You cannot have external linkage for template functions.

> The result is lots of inline code which results in larger executables
> and eventually even in slower code.

Only if you use containers of many different types!  Modern linkers will
eliminate multiple identical template function instances, thus you only see
the code bloat in the object files, but not in the final linked program.

>>> But _not_ for real simple types. For "I quickly need a vector", using
>>> double v[3] is still faster than anything using operator new or
>>> applying a fancy con/destructor.
>>
>> Sorry, but if you need a local variable, who said you should use new???
>>
> So, if you need a local variable of just such a type we're talking about,
> i.e. a class which simply contains a pointer to an internal class,
> then the class will be allocated on the stack (okay, fast) and the
> internal class will be allocated using operator new on the heap.

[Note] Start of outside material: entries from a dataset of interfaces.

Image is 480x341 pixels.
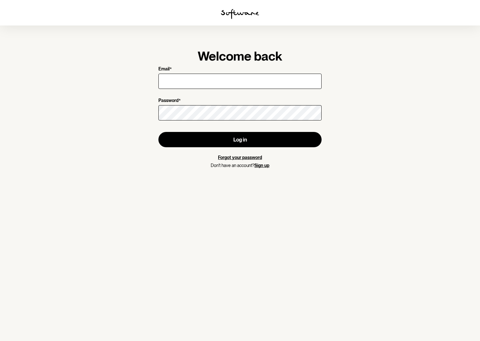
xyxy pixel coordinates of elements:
[158,132,322,147] button: Log in
[158,48,322,64] h1: Welcome back
[254,163,269,168] a: Sign up
[221,9,259,19] img: software logo
[218,155,262,160] a: Forgot your password
[158,66,170,72] p: Email
[158,163,322,168] p: Don't have an account?
[158,98,178,104] p: Password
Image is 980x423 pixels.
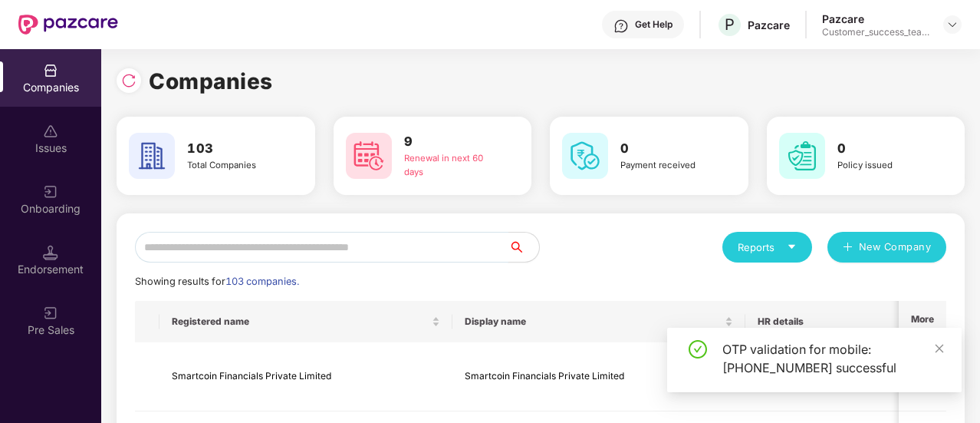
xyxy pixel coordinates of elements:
th: Display name [453,301,746,342]
div: Reports [738,239,797,254]
span: check-circle [689,340,707,358]
img: svg+xml;base64,PHN2ZyB4bWxucz0iaHR0cDovL3d3dy53My5vcmcvMjAwMC9zdmciIHdpZHRoPSI2MCIgaGVpZ2h0PSI2MC... [780,133,825,179]
div: Policy issued [838,159,934,173]
span: caret-down [787,242,797,252]
th: HR details [746,301,927,342]
div: Total Companies [187,159,283,173]
img: svg+xml;base64,PHN2ZyBpZD0iSGVscC0zMngzMiIgeG1sbnM9Imh0dHA6Ly93d3cudzMub3JnLzIwMDAvc3ZnIiB3aWR0aD... [614,19,629,34]
span: plus [843,242,853,254]
div: Renewal in next 60 days [404,152,500,179]
img: svg+xml;base64,PHN2ZyB4bWxucz0iaHR0cDovL3d3dy53My5vcmcvMjAwMC9zdmciIHdpZHRoPSI2MCIgaGVpZ2h0PSI2MC... [562,133,608,179]
span: 103 companies. [226,276,299,287]
span: Showing results for [135,276,299,287]
h3: 103 [187,139,283,159]
div: Pazcare [748,18,790,32]
button: search [508,232,540,263]
span: close [935,343,945,354]
h3: 0 [838,139,934,159]
img: svg+xml;base64,PHN2ZyBpZD0iUmVsb2FkLTMyeDMyIiB4bWxucz0iaHR0cDovL3d3dy53My5vcmcvMjAwMC9zdmciIHdpZH... [121,73,136,88]
h1: Companies [149,65,273,99]
img: svg+xml;base64,PHN2ZyBpZD0iRHJvcGRvd24tMzJ4MzIiIHhtbG5zPSJodHRwOi8vd3d3LnczLm9yZy8yMDAwL3N2ZyIgd2... [946,19,959,30]
div: Pazcare [823,12,929,26]
img: svg+xml;base64,PHN2ZyB3aWR0aD0iMjAiIGhlaWdodD0iMjAiIHZpZXdCb3g9IjAgMCAyMCAyMCIgZmlsbD0ibm9uZSIgeG... [43,306,58,321]
img: svg+xml;base64,PHN2ZyBpZD0iQ29tcGFuaWVzIiB4bWxucz0iaHR0cDovL3d3dy53My5vcmcvMjAwMC9zdmciIHdpZHRoPS... [43,63,58,78]
span: Display name [465,315,722,328]
div: Customer_success_team_lead [823,26,929,39]
h3: 0 [620,139,716,159]
div: Payment received [620,159,716,173]
span: Registered name [172,315,429,328]
td: Smartcoin Financials Private Limited [159,342,453,411]
span: New Company [859,239,932,254]
span: search [508,241,539,254]
th: More [899,301,946,342]
img: svg+xml;base64,PHN2ZyB4bWxucz0iaHR0cDovL3d3dy53My5vcmcvMjAwMC9zdmciIHdpZHRoPSI2MCIgaGVpZ2h0PSI2MC... [346,133,392,179]
img: svg+xml;base64,PHN2ZyB3aWR0aD0iMjAiIGhlaWdodD0iMjAiIHZpZXdCb3g9IjAgMCAyMCAyMCIgZmlsbD0ibm9uZSIgeG... [43,185,58,200]
div: OTP validation for mobile: [PHONE_NUMBER] successful [722,340,944,377]
img: svg+xml;base64,PHN2ZyB3aWR0aD0iMTQuNSIgaGVpZ2h0PSIxNC41IiB2aWV3Qm94PSIwIDAgMTYgMTYiIGZpbGw9Im5vbm... [43,245,58,260]
th: Registered name [159,301,453,342]
img: svg+xml;base64,PHN2ZyB4bWxucz0iaHR0cDovL3d3dy53My5vcmcvMjAwMC9zdmciIHdpZHRoPSI2MCIgaGVpZ2h0PSI2MC... [129,133,175,179]
button: plusNew Company [828,232,946,263]
img: svg+xml;base64,PHN2ZyBpZD0iSXNzdWVzX2Rpc2FibGVkIiB4bWxucz0iaHR0cDovL3d3dy53My5vcmcvMjAwMC9zdmciIH... [43,124,58,139]
img: New Pazcare Logo [19,14,118,35]
div: Get Help [635,19,673,30]
td: Smartcoin Financials Private Limited [453,342,746,411]
h3: 9 [404,132,500,152]
span: P [725,15,735,34]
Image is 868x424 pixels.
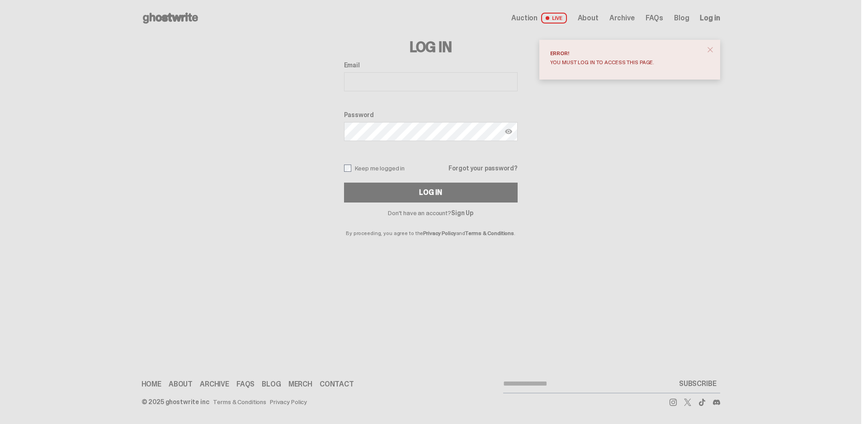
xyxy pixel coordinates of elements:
div: You must log in to access this page. [550,60,702,65]
span: Auction [511,14,538,21]
a: Archive [609,14,634,21]
a: Contact [319,380,354,387]
a: FAQs [236,380,254,387]
button: SUBSCRIBE [676,375,720,393]
a: Merch [288,380,312,387]
p: By proceeding, you agree to the and . [344,216,517,236]
button: close [702,41,719,58]
label: Keep me logged in [344,165,405,172]
a: About [168,380,192,387]
img: Show password [505,128,512,135]
div: © 2025 ghostwrite inc [141,399,209,405]
a: Home [141,380,161,387]
label: Email [344,62,517,69]
a: Log in [700,14,719,21]
a: Sign Up [451,208,473,216]
a: Terms & Conditions [213,399,267,405]
a: Terms & Conditions [465,230,514,237]
a: Blog [261,380,281,387]
input: Keep me logged in [344,165,351,172]
a: Privacy Policy [423,230,455,237]
a: About [578,14,599,21]
a: Privacy Policy [270,399,307,405]
h3: Log In [344,39,517,55]
div: Error! [550,51,702,56]
p: Don't have an account? [344,209,517,216]
a: Auction LIVE [511,13,566,23]
a: Blog [674,14,689,21]
button: Log In [344,182,517,202]
span: LIVE [541,13,566,23]
div: Log In [419,189,442,196]
a: FAQs [645,14,663,21]
a: Archive [200,380,229,387]
label: Password [344,111,517,118]
a: Forgot your password? [448,165,517,171]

But only if there is data.  If properly designed, if there is no data, no
memory should be allocated.  Unless you use fixed-size data in C, you will
have exactly the same amount of work.  And there is nothing that keeps you
from using fixed-size data in C++, except that it is bad style, in both
languages.

> All that happens when you call the constructor and initialize your
> class. For the normal use, this is just what you want because when
> you pass the class to a function, it is quite fast (just increase
> reference counter). But if the object is simply a local var you want
> on the stack, then the overhead is considerably.

Why would you reference count the internal data of most classes?  You seem
to be thinking about some special case, but even then, how would a reference
counting C++ implementation be slower than a similar C implementation?

>> Of course if one uses new in a brain-dead manner it is easy to make a
>> program slow, but it is like using malloc for local variables in C - just
>> something nobody would do.
>>
> Correct. But if your class behaves that way because you're doing reference
> counting (see above), then there is little you can do against that.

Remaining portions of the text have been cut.